Keystone Pipeline?
Wikipedia:
The Keystone Pipeline System is an oil pipeline system in Canada and the United States, commissioned in 2010. It runs from the Western Canadian Sedimentary Basin in Alberta to refineries in Illinois and Texas, and also to oil tank farms and an oil pipeline distribution center in Cushing, Oklahoma.[2] The pipeline came to a greater prominence of attention when a planned fourth phase, Keystone XL, attracting growing environmental protest, became a symbol of the battle over climate change and fossil fuels, and in 2015 was rejected by United States President Barack Obama.
Three phases of the project are in operation. They are:
- The Keystone Pipeline (Phase I), delivering oil from Hardisty, Alberta, over 3,456 kilometres (2,147 mi) to the junction at Steele City, Nebraska, and on to Wood River Refinery in Roxana, Illinois, and Patoka Oil Terminal Hub (tank farm) north of Patoka, Illinois, completed in June 2010.[3]
- The Keystone-Cushing extension (Phase II), running 468 kilometres (291 mi) from Steele City to storage and distribution facilities (tank farm) at Cushing, Oklahoma,[4] completed in February 2011.[5]
- The Gulf Coast Extension (Phase III), running 784 kilometres (487 mi) from Cushing to refineries at Port Arthur, Texas was completed in January 2014,[6][7] and a lateral pipeline to refineries at Houston, Texas and a terminal will be completed mid-2016, going online the following year.[8]
The proposed Keystone XL Pipeline (Phase IV) would have essentially duplicated the Phase I pipeline between Hardisty, Alberta, and Steele City, Nebraska,[9] with a shorter route and a larger-diameter pipe. It would run through Baker, Montana, where American-produced light crude oil from the Williston Basin (Bakken formation) of Montana and North Dakota would be added[2] to the Keystone’s current throughput of synthetic crude oil (syncrude) and diluted bitumen (dilbit) from the oil sands of Canada. However, after more than six years of review, President Barack Obama announced on November 6, 2015, his administration’s rejection of the fourth phase. The President-elect of the United States, Donald Trump, has stated that he would “absolutely approve it, 100 percent.”
The first two phases have the capacity to deliver up to 590,000 barrels per day (94,000 m3/d) of oil into the Mid-West refineries.[4] Phase III has capacity to deliver up to 700,000 barrels per day (110,000 m3/d) to the Texas refineries.[10] By comparison, U.S. oil production averaged 9,400,000 barrels per day (1,490,000 m3/d) in first-half 2015, with gross exports of 500,000 barrels per day (79,000 m3/d) through July 2015.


#### AIM OF THE EXERCISE:
Lines from the material below that hold the string "fill" are what is needed; copy each of them.

==*==

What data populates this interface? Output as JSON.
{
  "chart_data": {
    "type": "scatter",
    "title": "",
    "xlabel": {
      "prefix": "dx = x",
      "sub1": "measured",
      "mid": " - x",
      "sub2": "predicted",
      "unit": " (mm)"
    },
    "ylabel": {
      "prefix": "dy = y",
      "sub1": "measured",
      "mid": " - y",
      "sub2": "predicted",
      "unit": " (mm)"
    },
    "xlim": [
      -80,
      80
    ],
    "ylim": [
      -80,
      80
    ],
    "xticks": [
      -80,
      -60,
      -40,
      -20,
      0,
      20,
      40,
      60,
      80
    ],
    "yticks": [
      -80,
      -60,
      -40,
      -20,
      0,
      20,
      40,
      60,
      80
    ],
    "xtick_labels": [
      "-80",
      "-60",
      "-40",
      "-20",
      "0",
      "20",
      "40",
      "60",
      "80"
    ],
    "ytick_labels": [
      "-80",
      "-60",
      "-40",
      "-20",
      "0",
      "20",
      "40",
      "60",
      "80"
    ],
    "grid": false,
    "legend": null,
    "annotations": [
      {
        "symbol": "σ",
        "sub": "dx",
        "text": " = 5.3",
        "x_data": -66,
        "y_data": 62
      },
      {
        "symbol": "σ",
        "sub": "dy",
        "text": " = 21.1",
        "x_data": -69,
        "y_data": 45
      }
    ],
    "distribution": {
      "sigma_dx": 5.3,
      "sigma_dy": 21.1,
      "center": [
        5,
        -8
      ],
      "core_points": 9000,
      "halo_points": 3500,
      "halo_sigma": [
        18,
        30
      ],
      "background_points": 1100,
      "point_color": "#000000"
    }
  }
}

==*==

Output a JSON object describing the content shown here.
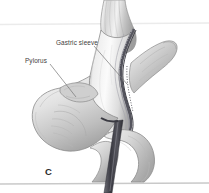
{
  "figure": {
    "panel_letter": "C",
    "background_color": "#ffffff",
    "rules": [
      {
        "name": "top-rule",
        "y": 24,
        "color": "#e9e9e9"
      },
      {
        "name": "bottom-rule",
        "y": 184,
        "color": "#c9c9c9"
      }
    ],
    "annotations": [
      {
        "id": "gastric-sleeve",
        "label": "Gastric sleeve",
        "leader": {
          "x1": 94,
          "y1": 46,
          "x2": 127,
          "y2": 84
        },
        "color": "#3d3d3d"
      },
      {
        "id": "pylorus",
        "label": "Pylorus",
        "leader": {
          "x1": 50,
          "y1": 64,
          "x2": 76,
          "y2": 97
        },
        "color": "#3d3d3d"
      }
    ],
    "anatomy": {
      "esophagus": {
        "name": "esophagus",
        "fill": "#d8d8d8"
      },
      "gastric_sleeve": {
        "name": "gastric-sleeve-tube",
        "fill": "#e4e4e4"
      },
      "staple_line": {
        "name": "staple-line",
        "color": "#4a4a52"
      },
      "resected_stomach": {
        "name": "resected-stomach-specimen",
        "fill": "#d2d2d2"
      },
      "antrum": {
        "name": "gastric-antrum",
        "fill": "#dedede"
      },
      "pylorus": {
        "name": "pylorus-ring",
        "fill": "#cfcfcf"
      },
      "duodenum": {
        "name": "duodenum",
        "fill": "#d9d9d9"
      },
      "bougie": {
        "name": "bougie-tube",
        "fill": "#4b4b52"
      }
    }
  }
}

==*==

#### FINISHED TASK:
        "fill": "#d8d8d8"
        "fill": "#e4e4e4"
        "fill": "#d2d2d2"
        "fill": "#dedede"
        "fill": "#cfcfcf"
        "fill": "#d9d9d9"
        "fill": "#4b4b52"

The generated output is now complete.